For now, Americans will just have take him at his word that President Barack Obama thinks the Sept. 11 attack on the U.S. consulate in Libya was in fact terrorism, White House Press Secretary Jay Carney told reporters aboard Air Force one today.
Carney said that as the President’s spokesman the fact that he has labeled the attack as terrorism should be good enough. He also accused Republicans and GOP Presidential candidate Mitt Romney of trying to politicize the issue “to try to score political points.”
“And that’s unfortunate,” Carney said.
The Obama administration has been under scrutiny this week for its ever-changing story on whether the attack in Libya that resulted in the death of U.S. ambassador to Libya Christopher Stevens was or was not a terrorist attack. Obama administration officials – including Carney – initially claimed that the “spontaneous” strike was the direct result of an offensive YouTube video that depicted the Prophet Muhammad as a pedophile. A week ago, however, Carney told reporters it was”self-evident” that the incident was a terrorist attack. But President Obama again blamed the video for sparking the attack in his speech to the United Nations on Tuesday.
Carney told reporters on Thursday that it had been “the President’s position that this was a terrorist attack” since he said so last Thursday.
“I think you’re misunderstanding something here. I’m the President’s spokesman, ” Carney said, attempting to convey that whatever he says is the President’s opinion should serve as if it were the President’s own words.
“And I think it’s important to note, I mean, definitionally, what a terrorist attack means, and that’s why I say it was self-evident when you have an armed assault on a diplomatic facility that results in the death of four Americans. That’s definitionally a terrorist attack,” he said, reiterating his previous claim.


About this exercise:
Reproduce the records below exactly as they appear, omitting any pictures they contain.

------ Source records ------

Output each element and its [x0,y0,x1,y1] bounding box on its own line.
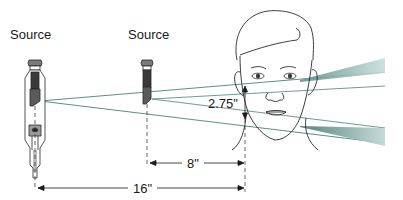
vertical-dimension-label: 2.75" [206,97,240,110]
vertical-dimension [243,86,248,119]
near-source-label: Source [128,28,169,41]
near-distance-label: 8" [185,157,201,170]
far-source-tube [25,60,45,178]
lower-beam-wedge [300,126,385,146]
diagram-stage: Source Source 2.75" 8" 16" [0,0,403,200]
eyes [252,73,296,79]
diagram-canvas [0,0,403,200]
far-distance-label: 16" [131,182,154,195]
far-source-label: Source [10,28,51,41]
near-source-tube [141,60,153,104]
near-source-beam [152,86,385,128]
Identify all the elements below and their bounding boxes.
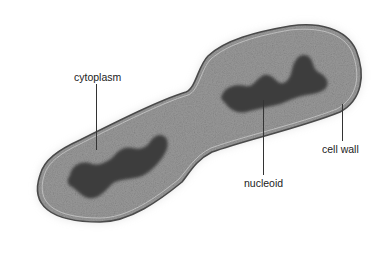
cell-wall-leader-line [342,104,343,141]
cytoplasm-label: cytoplasm [74,72,121,83]
cell-wall-label: cell wall [322,144,359,155]
bacterial-cell-micrograph: cytoplasm nucleoid cell wall [0,0,379,254]
nucleoid-label: nucleoid [244,178,283,189]
nucleoid-leader-line [263,100,264,175]
cytoplasm-leader-line [96,84,97,150]
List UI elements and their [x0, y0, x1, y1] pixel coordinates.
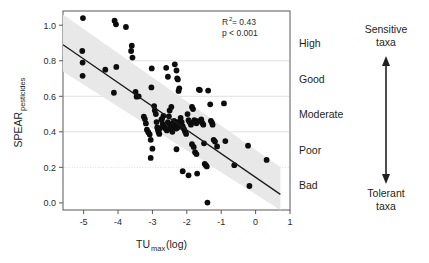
quality-class-label: Good: [299, 73, 325, 85]
data-point: [264, 157, 270, 163]
y-axis-title-sub: pesticides: [18, 77, 27, 111]
data-point: [159, 116, 165, 122]
data-point: [197, 87, 203, 93]
sensitive-taxa-line2: taxa: [376, 36, 396, 48]
data-point: [190, 106, 196, 112]
data-point: [175, 77, 181, 83]
y-tick-label: 0.6: [43, 92, 56, 102]
data-point: [148, 137, 154, 143]
y-tick-label: 0.8: [43, 56, 56, 66]
data-point: [111, 90, 117, 96]
y-tick-label: 1.0: [43, 21, 56, 31]
data-point: [102, 67, 108, 73]
data-point: [204, 164, 210, 170]
data-point: [194, 171, 200, 177]
y-axis-title-main: SPEAR: [12, 112, 24, 148]
x-axis-title-tail: (log): [166, 238, 187, 250]
data-point: [174, 146, 180, 152]
data-point: [191, 144, 197, 150]
quality-class-label: Poor: [299, 144, 322, 156]
data-point: [80, 73, 86, 79]
quality-class-label: Bad: [299, 179, 318, 191]
x-axis-title-sub: max: [151, 244, 165, 253]
x-tick-label: 1: [287, 217, 292, 227]
quality-class-label: High: [299, 37, 321, 49]
data-point: [222, 138, 228, 144]
data-point: [172, 61, 178, 67]
x-tick-label: -4: [114, 217, 122, 227]
data-point: [80, 60, 86, 66]
figure-container: -5-4-3-2-101 0.00.20.40.60.81.0 TU max (…: [0, 0, 429, 263]
data-point: [149, 65, 155, 71]
data-point: [205, 200, 211, 206]
data-point: [80, 15, 86, 21]
x-tick-label: -3: [148, 217, 156, 227]
x-tick-label: 0: [253, 217, 258, 227]
data-point: [186, 172, 192, 178]
data-point: [210, 122, 216, 128]
data-point: [180, 168, 186, 174]
data-point: [247, 183, 253, 189]
r-squared-value: = 0.43: [232, 17, 256, 27]
r-squared-prefix: R: [222, 17, 228, 27]
data-point: [156, 131, 162, 137]
p-value: p < 0.001: [222, 28, 258, 38]
data-point: [200, 122, 206, 128]
x-tick-label: -1: [217, 217, 225, 227]
scatter-plot: -5-4-3-2-101 0.00.20.40.60.81.0 TU max (…: [0, 0, 429, 263]
data-point: [113, 21, 119, 27]
data-point: [205, 88, 211, 94]
data-point: [143, 121, 149, 127]
data-point: [129, 43, 135, 49]
y-tick-label: 0.4: [43, 127, 56, 137]
data-point: [168, 104, 174, 110]
sensitive-taxa-line1: Sensitive: [365, 23, 408, 35]
data-point: [165, 74, 171, 80]
data-point: [207, 101, 213, 107]
data-point: [147, 132, 153, 138]
data-point: [176, 85, 182, 91]
data-point: [163, 65, 169, 71]
x-tick-label: -2: [183, 217, 191, 227]
data-point: [128, 48, 134, 54]
y-tick-label: 0.0: [43, 198, 56, 208]
data-point: [130, 55, 136, 61]
data-point: [79, 48, 85, 54]
x-axis-title-main: TU: [136, 238, 150, 250]
data-point: [183, 131, 189, 137]
tolerant-taxa-line2: taxa: [376, 200, 396, 212]
data-point: [221, 100, 227, 106]
quality-class-label: Moderate: [299, 108, 344, 120]
x-tick-label: -5: [80, 217, 88, 227]
data-point: [153, 111, 159, 117]
data-point: [214, 143, 220, 149]
data-point: [148, 155, 154, 161]
data-point: [123, 24, 129, 30]
data-point: [245, 143, 251, 149]
data-point: [113, 64, 119, 70]
data-point: [150, 146, 156, 152]
y-tick-label: 0.2: [43, 163, 56, 173]
tolerant-taxa-line1: Tolerant: [367, 187, 404, 199]
data-point: [174, 68, 180, 74]
data-point: [185, 111, 191, 117]
data-point: [194, 151, 200, 157]
data-point: [148, 85, 154, 91]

------

Answer for the task:
Output each element and its [x0,y0,x1,y1] bounding box on its own line.
vertical-dimension-label: 2.75" [206,97,240,110]
vertical-dimension [243,86,248,119]
near-source-label: Source [128,28,169,41]
near-distance-label: 8" [185,157,201,170]
far-source-tube [25,60,45,178]
lower-beam-wedge [300,126,385,146]
diagram-stage: Source Source 2.75" 8" 16" [0,0,403,200]
eyes [252,73,296,79]
diagram-canvas [0,0,403,200]
far-distance-label: 16" [131,182,154,195]
far-source-label: Source [10,28,51,41]
near-source-tube [141,60,153,104]
near-source-beam [152,86,385,128]
Identify all the elements below and their bounding boxes.
cell-wall-leader-line [342,104,343,141]
cytoplasm-label: cytoplasm [74,72,121,83]
cell-wall-label: cell wall [322,144,359,155]
bacterial-cell-micrograph: cytoplasm nucleoid cell wall [0,0,379,254]
nucleoid-label: nucleoid [244,178,283,189]
nucleoid-leader-line [263,100,264,175]
cytoplasm-leader-line [96,84,97,150]
List UI elements and their [x0, y0, x1, y1] pixel coordinates.
quality-class-label: Good: [299, 73, 325, 85]
data-point: [264, 157, 270, 163]
y-axis-title-sub: pesticides: [18, 77, 27, 111]
data-point: [159, 116, 165, 122]
data-point: [197, 87, 203, 93]
sensitive-taxa-line2: taxa: [376, 36, 396, 48]
data-point: [190, 106, 196, 112]
data-point: [175, 77, 181, 83]
y-tick-label: 0.6: [43, 92, 56, 102]
data-point: [148, 137, 154, 143]
y-tick-label: 0.8: [43, 56, 56, 66]
data-point: [111, 90, 117, 96]
y-tick-label: 1.0: [43, 21, 56, 31]
data-point: [102, 67, 108, 73]
data-point: [204, 164, 210, 170]
data-point: [194, 171, 200, 177]
y-axis-title-main: SPEAR: [12, 112, 24, 148]
x-axis-title-tail: (log): [166, 238, 187, 250]
data-point: [174, 146, 180, 152]
data-point: [191, 144, 197, 150]
quality-class-label: Poor: [299, 144, 322, 156]
data-point: [80, 73, 86, 79]
quality-class-label: Bad: [299, 179, 318, 191]
x-axis-title-sub: max: [151, 244, 165, 253]
x-tick-label: 1: [287, 217, 292, 227]
quality-class-label: High: [299, 37, 321, 49]
data-point: [222, 138, 228, 144]
data-point: [172, 61, 178, 67]
x-tick-label: -4: [114, 217, 122, 227]
data-point: [80, 60, 86, 66]
figure-container: -5-4-3-2-101 0.00.20.40.60.81.0 TU max (…: [0, 0, 429, 263]
data-point: [149, 65, 155, 71]
data-point: [205, 200, 211, 206]
data-point: [80, 15, 86, 21]
x-tick-label: -3: [148, 217, 156, 227]
x-tick-label: 0: [253, 217, 258, 227]
data-point: [186, 172, 192, 178]
data-point: [210, 122, 216, 128]
data-point: [180, 168, 186, 174]
data-point: [247, 183, 253, 189]
r-squared-value: = 0.43: [232, 17, 256, 27]
r-squared-prefix: R: [222, 17, 228, 27]
data-point: [156, 131, 162, 137]
p-value: p < 0.001: [222, 28, 258, 38]
data-point: [200, 122, 206, 128]
x-tick-label: -1: [217, 217, 225, 227]
scatter-plot: -5-4-3-2-101 0.00.20.40.60.81.0 TU max (…: [0, 0, 429, 263]
data-point: [113, 21, 119, 27]
data-point: [205, 88, 211, 94]
data-point: [143, 121, 149, 127]
data-point: [129, 43, 135, 49]
y-tick-label: 0.4: [43, 127, 56, 137]
data-point: [168, 104, 174, 110]
sensitive-taxa-line1: Sensitive: [365, 23, 408, 35]
data-point: [165, 74, 171, 80]
data-point: [207, 101, 213, 107]
data-point: [147, 132, 153, 138]
data-point: [176, 85, 182, 91]
data-point: [163, 65, 169, 71]
x-tick-label: -2: [183, 217, 191, 227]
data-point: [128, 48, 134, 54]
y-tick-label: 0.0: [43, 198, 56, 208]
data-point: [130, 55, 136, 61]
data-point: [79, 48, 85, 54]
x-axis-title-main: TU: [136, 238, 150, 250]
data-point: [183, 131, 189, 137]
tolerant-taxa-line2: taxa: [376, 200, 396, 212]
data-point: [221, 100, 227, 106]
quality-class-label: Moderate: [299, 108, 344, 120]
x-tick-label: -5: [80, 217, 88, 227]
data-point: [153, 111, 159, 117]
data-point: [214, 143, 220, 149]
data-point: [148, 155, 154, 161]
data-point: [123, 24, 129, 30]
data-point: [245, 143, 251, 149]
data-point: [113, 64, 119, 70]
data-point: [150, 146, 156, 152]
y-tick-label: 0.2: [43, 163, 56, 173]
tolerant-taxa-line1: Tolerant: [367, 187, 404, 199]
data-point: [174, 68, 180, 74]
data-point: [185, 111, 191, 117]
data-point: [194, 151, 200, 157]
data-point: [148, 85, 154, 91]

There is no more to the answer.